For a man who describes his personality as “100mph all the time”, crippling roadworks were a cruel irony for Richard Perry.
The newest store manager of the year still winces at the memory. Three weeks after taking over at Sainsbury’s Heyford Hill store in Oxford, on a mission to turn the struggling store around, massive roadworks brought the surrounding area to a standstill. Customers couldn’t get to the city centre store. Colleagues couldn’t either. After a week, sales had fallen 15% and customers by 20%. The nightmare lasted for seven and a half months.
“It was dreadful,” he recalls. “From day one it took me a ridiculous amount of time to get to work and when I did arrive my colleagues weren’t there. It was a ghost town. It turned our world upside down. It destroyed my trade. It was scary.”
Evenings and weekends brought some respite so the store worked hard to take advantage and to be ultra ready. And Perry upskilled staff during the downtime to keep them busy and boost morale (91% of colleagues are now multiskilled, compared with 31% when he arrived).
Finally, on 15 December and two months late, the roadworks ceased. But there was no time for relief. “Christmas hit us like an avalanche,” he says. “Normally you glide in but we had to be fit and ready.”
Which, it was. And the turnaround is complete. And sales - in a declining market - far from being impacted in the longer term, are up 2.8% year on year and customer numbers up 3,000 a week.
Presenting his case to a panel of judges at the Guildhall Perry admits to appalling nerves beforehand. “The Guildhall is imposing and so alien to my world.”
Yet his modesty (“I’m not perfect and I don’t pretend to be the smartest or the cleverest”) and passion (“the shop floor is everything to me”) shone through as he condensed 30 years of retail experience into a bravura performance over 20 minutes. And it needed to: the competition was the fiercest the judges could remember. And being on last didn’t help. “Waiting all day for the final slot was hard, but I felt better once I got in the room,” he says.
As to the night itself, Perry can barely remember much about the moment.
“I just remember Adam Leyland pausing before he announced the winner. The first word I heard was Sainsbury’s and my partner, Sue, reacted before I did. I was so stunned and shocked. Then there was an eruption of excitement from my table. It was amazing. I don’t remember anything after that, who I met, or what I did on stage. After that we had a few drinks and I spent a lot of time texting and ringing colleagues. It was a moment of great pleasure and I wanted to share it.”
New town, new job, no regrets
Perry joined Sainsbury’s in 1985 as a graduate trainee and “loved it”. “I was really excited. It was a whole new experience, a new town, a new job, and no regrets.” But it’s not been plain sailing. “I had a meteoric rise, then a plateau,” he says. “I was a deputy for five years and got frustrated. I went through a period where I was staring in the mirror thinking ‘what next?’ I wasn’t making the progress that I thought I should be making in my head”
He snapped out of his malaise thanks to a regional manager called John Hayler. “He saw a spark in me and I connected with him,” says Perry. “He believed in me, gave me the opportunity and self-confidence and the belief. Ten years later I am still working for him.”
That experience taught him a great deal about management and the pressures young store managers find themselves under. “It’s a very complex time but there is enough support and resource you can draw from to get you through the early days,” he says. “My values are akin to Sainsbury’s - trust, respect, integrity, transparency and realising the importance of people - and that’s what I always fall back on. I needed someone to believe in me a And now I understand my responsibility to others.”
As well as the 340 colleagues at Heyford Hill he now manages three Sainsbury’s Locals. “Having three c-stores is exciting; it’s a very different dynamic and a different customer. From a personal development view it’s the next stage for me.”
However, it was Heyford Hill he took the trophy home to. “It felt like a football manager bringing home the FA Cup. The response was overwhelming. They all clapped me in and the trophy has gone around the store. Everyone has wanted to hold it and touch it and look at it. There is a real sense it’s a team prize. And that’s what I wanted. It’s the highlight of my career.”
Snapshot
Status: I’m with my partner, Sue, and daughter, Megan, 16. I was preparing my presentation while she was doing her GCSEs.
CV: Joined Safeway as a part-timer aged 16. Joined Sainsbury’s in 1985 as a graduate and was an assistant manager 18 months later. Appointed deputy manager at a new store in Fareham in 1993 and won his first store manager role on the Isle of Wight in 2002. More store manager roles followed and Perry was shortlisted for Sainsbury’s store manager of the year in 2006. He joined Heyford Hill in 2014.
Best career advice: Be prepared to ask and get help. And learn from the people around you. Show vulnerability because business is a complex and changeable thing.
Currently reading: Churchill Factor by Boris Johnson.
Currently listening to: Oasis and Blur. That’s my era.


▶ [EXERCISE]: The expected output is the set of lines below beginning at the one that contains "Provide the bounding box for clothing." and ending at the final line, reproduced exactly.
Segment Start: DATA SHOWN
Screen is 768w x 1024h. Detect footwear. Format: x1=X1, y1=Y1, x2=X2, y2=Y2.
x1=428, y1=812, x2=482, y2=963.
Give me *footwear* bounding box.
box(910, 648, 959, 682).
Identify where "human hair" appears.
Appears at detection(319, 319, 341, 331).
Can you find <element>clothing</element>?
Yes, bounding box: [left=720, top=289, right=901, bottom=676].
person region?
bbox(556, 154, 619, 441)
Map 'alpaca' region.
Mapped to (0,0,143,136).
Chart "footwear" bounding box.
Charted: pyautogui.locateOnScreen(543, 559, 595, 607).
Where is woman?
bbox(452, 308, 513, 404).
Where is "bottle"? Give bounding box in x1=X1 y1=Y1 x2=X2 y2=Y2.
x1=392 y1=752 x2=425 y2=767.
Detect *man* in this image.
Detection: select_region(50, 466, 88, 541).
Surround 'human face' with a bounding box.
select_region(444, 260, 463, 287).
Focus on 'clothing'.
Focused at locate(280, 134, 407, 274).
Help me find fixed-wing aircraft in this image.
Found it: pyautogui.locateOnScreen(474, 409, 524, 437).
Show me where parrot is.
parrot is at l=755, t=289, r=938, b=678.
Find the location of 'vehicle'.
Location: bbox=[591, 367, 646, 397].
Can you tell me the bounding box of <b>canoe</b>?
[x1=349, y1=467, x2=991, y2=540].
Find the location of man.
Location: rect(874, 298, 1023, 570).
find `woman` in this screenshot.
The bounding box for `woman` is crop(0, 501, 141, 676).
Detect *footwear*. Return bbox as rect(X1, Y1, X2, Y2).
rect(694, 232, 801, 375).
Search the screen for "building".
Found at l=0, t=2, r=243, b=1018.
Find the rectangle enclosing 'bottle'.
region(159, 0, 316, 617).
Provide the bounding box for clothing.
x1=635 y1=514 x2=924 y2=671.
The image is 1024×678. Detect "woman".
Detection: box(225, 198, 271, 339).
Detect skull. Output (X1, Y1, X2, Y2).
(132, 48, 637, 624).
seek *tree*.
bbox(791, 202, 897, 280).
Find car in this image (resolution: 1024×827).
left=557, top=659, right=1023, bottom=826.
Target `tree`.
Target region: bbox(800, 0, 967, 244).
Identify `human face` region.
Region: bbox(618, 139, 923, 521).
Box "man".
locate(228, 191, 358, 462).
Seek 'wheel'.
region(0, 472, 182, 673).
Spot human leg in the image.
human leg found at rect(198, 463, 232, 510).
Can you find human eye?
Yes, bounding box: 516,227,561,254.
Segment End: DATA SHOWN
▶ [WRITTEN RESPONSE]:
Provide the bounding box for clothing.
x1=635 y1=514 x2=924 y2=671.
The image is 1024×678. Detect "woman".
Detection: box(225, 198, 271, 339).
Detect skull. Output (X1, Y1, X2, Y2).
(132, 48, 637, 624).
seek *tree*.
bbox(791, 202, 897, 280).
Find car in this image (resolution: 1024×827).
left=557, top=659, right=1023, bottom=826.
Target `tree`.
Target region: bbox(800, 0, 967, 244).
Identify `human face` region.
Region: bbox(618, 139, 923, 521).
Box "man".
locate(228, 191, 358, 462).
Seek 'wheel'.
region(0, 472, 182, 673).
Spot human leg in the image.
human leg found at rect(198, 463, 232, 510).
Can you find human eye?
Yes, bounding box: 516,227,561,254.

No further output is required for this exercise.